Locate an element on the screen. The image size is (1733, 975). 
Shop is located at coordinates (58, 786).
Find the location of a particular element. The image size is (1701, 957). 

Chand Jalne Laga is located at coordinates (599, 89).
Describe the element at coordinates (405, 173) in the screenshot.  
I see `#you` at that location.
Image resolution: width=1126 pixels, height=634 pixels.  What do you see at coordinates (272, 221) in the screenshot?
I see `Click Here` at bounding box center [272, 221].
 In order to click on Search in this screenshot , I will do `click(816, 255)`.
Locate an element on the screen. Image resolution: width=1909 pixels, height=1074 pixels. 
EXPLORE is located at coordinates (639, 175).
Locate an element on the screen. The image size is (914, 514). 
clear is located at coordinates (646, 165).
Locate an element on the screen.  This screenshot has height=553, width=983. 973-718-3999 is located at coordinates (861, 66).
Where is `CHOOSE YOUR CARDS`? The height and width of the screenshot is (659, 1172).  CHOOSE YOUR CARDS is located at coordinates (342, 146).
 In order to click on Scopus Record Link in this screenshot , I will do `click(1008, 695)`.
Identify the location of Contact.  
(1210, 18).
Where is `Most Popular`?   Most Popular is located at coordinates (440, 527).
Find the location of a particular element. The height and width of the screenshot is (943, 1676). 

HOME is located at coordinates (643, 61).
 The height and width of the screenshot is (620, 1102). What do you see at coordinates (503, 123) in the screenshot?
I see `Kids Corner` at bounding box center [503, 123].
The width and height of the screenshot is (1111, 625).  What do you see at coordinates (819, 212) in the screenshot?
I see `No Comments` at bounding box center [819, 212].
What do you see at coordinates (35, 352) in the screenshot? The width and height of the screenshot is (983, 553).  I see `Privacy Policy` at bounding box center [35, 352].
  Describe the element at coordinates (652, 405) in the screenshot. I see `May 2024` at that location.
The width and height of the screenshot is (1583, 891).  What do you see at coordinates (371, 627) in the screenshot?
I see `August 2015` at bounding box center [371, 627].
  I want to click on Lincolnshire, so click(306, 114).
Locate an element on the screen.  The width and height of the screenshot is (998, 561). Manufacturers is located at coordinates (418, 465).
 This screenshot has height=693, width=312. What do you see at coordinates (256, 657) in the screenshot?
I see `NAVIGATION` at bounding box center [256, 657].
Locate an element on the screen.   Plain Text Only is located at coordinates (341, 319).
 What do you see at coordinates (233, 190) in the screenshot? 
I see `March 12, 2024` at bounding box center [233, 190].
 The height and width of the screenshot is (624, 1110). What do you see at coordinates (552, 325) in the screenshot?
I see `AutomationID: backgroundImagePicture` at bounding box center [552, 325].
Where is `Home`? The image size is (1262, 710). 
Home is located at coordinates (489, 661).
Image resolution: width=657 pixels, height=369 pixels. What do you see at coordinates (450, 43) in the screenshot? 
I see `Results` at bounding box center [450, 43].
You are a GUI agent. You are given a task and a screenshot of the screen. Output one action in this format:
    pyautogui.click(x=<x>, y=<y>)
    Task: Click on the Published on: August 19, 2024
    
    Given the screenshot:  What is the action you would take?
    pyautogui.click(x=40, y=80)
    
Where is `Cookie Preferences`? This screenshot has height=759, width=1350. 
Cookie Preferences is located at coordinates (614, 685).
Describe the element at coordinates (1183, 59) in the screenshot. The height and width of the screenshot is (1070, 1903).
********
# PROMPT:
Within the material above, show every line that includes "will".

# ANSWER:
 In order to click on Search in this screenshot , I will do `click(816, 255)`.
 In order to click on Scopus Record Link in this screenshot , I will do `click(1008, 695)`.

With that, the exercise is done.